### Data shown

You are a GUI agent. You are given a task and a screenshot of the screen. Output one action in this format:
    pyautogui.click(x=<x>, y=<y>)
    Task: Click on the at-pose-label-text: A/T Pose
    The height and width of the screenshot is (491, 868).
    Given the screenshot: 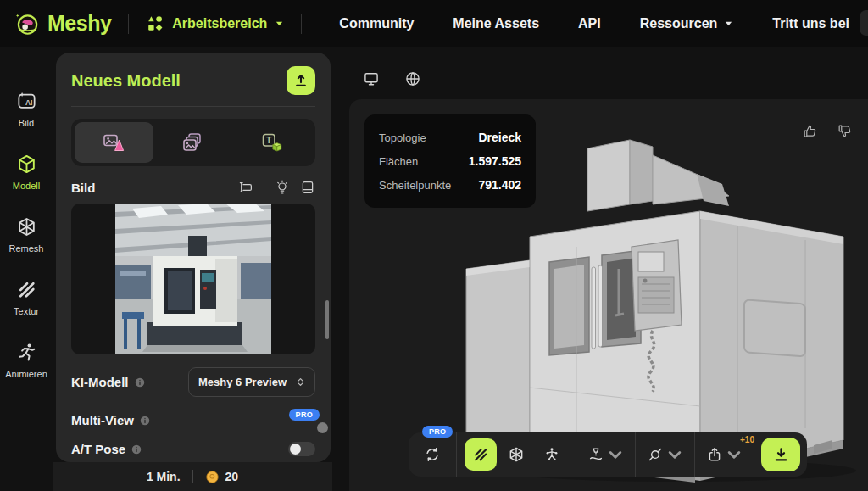 What is the action you would take?
    pyautogui.click(x=98, y=449)
    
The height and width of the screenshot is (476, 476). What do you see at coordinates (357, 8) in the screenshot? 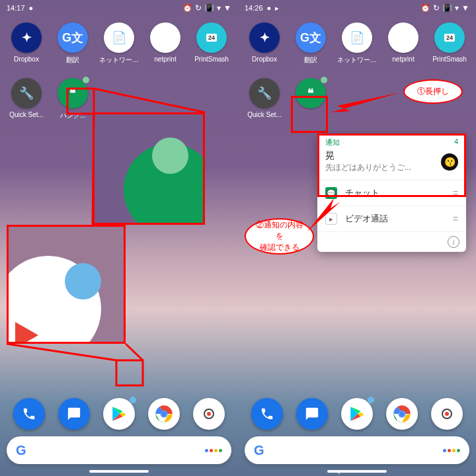
I see `status-bar: 14:26 ● ▸ ⏰ ↻ 📳 ▾ ▼` at bounding box center [357, 8].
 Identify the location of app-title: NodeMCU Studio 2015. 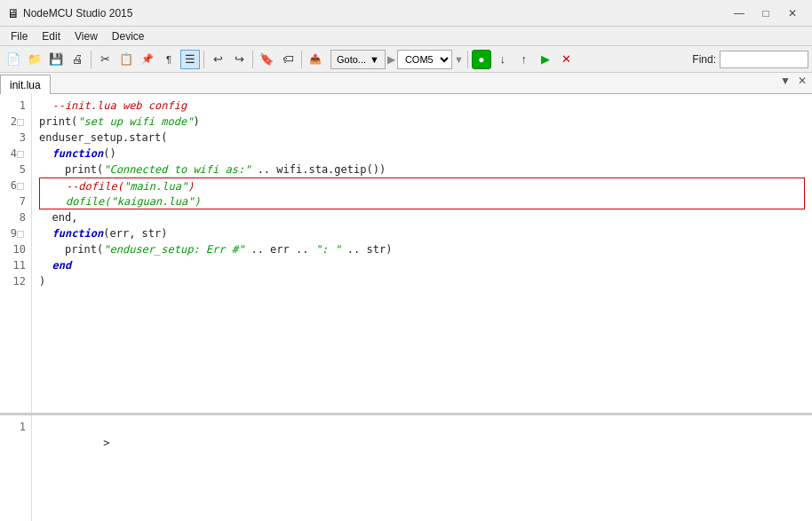
(375, 13).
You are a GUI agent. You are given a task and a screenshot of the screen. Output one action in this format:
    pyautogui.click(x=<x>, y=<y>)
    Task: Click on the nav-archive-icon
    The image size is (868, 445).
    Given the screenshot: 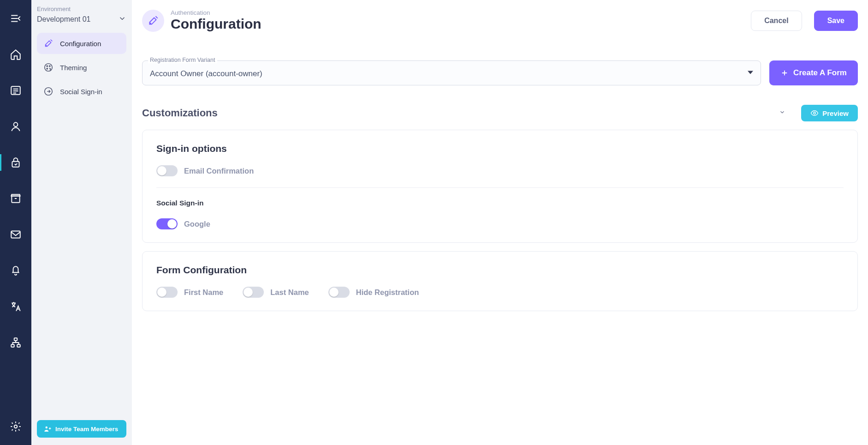 What is the action you would take?
    pyautogui.click(x=16, y=198)
    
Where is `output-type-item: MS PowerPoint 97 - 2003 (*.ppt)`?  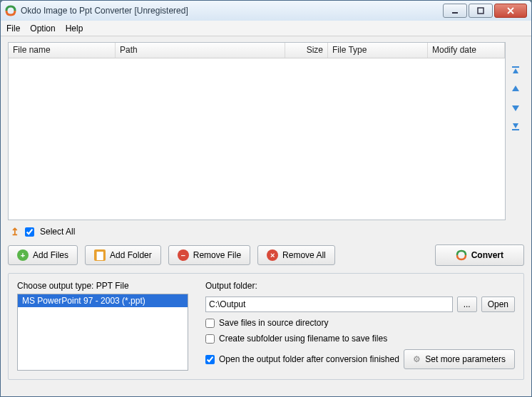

### Required action
Return only the lines from the beginning of the material up to and including the line with "The height and width of the screenshot is (491, 868).", exactly as written.

### Exercise output
You are a GUI agent. You are given a task and a screenshot of the screen. Output one action in this format:
    pyautogui.click(x=<x>, y=<y>)
    Task: Click on the at-pose-label-text: A/T Pose
    The height and width of the screenshot is (491, 868).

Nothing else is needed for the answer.